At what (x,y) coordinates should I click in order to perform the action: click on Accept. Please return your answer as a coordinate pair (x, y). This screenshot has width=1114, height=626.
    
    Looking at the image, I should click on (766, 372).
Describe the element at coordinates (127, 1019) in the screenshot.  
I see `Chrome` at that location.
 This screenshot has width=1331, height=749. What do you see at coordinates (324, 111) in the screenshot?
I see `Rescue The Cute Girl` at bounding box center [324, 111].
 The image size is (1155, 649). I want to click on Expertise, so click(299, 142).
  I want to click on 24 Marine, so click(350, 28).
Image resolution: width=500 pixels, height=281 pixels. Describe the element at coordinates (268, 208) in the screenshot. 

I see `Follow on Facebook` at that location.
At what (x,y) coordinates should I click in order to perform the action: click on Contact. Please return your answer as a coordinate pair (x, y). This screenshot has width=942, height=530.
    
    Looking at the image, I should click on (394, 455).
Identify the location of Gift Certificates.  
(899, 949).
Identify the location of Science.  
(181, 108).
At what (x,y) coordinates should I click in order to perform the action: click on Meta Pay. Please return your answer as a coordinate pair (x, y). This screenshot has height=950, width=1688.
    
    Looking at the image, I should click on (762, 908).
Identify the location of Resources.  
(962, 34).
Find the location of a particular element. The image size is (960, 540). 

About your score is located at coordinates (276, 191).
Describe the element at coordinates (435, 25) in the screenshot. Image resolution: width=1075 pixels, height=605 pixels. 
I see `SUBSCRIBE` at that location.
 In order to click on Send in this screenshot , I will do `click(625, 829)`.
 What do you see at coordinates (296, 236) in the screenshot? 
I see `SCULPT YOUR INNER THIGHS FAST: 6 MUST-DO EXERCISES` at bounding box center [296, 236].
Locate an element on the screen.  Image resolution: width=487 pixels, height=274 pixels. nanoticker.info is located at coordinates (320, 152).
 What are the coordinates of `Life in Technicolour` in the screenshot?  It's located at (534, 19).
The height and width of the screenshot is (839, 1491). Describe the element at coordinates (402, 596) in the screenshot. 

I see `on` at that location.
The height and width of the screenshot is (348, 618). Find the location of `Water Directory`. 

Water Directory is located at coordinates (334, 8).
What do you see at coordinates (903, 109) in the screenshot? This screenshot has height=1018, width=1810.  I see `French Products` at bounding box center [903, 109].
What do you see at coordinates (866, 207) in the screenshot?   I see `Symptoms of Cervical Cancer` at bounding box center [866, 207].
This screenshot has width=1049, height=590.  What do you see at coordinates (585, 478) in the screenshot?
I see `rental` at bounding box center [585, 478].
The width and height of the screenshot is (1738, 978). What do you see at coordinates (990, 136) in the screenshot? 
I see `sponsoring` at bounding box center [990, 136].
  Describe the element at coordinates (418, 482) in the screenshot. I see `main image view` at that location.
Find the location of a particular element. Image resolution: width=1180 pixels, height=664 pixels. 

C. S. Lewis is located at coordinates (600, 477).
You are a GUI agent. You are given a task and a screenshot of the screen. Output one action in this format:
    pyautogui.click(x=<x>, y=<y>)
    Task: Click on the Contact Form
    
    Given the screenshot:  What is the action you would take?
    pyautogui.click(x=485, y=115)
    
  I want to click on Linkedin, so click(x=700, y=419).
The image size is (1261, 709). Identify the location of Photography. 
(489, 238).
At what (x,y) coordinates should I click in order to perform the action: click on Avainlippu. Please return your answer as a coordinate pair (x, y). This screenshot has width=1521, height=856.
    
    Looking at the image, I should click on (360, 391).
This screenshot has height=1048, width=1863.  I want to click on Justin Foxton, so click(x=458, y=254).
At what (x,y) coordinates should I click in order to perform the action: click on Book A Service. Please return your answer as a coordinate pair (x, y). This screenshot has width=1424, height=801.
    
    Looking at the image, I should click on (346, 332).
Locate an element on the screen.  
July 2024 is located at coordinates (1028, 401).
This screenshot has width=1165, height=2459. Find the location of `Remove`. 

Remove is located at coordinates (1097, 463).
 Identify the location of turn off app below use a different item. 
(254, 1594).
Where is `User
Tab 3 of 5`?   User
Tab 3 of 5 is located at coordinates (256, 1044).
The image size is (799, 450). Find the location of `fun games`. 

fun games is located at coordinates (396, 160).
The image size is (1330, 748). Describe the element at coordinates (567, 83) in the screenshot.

---

● TASK:
Scan the lines above for "The height and width of the screenshot is (348, 618)." and for "What do you see at coordinates (903, 109)". Repeat exactly the line holding each of them and every line in between.

● SOLUTION BELOW:
The height and width of the screenshot is (348, 618). Find the location of `Water Directory`. 

Water Directory is located at coordinates (334, 8).
What do you see at coordinates (903, 109) in the screenshot? This screenshot has height=1018, width=1810.  I see `French Products` at bounding box center [903, 109].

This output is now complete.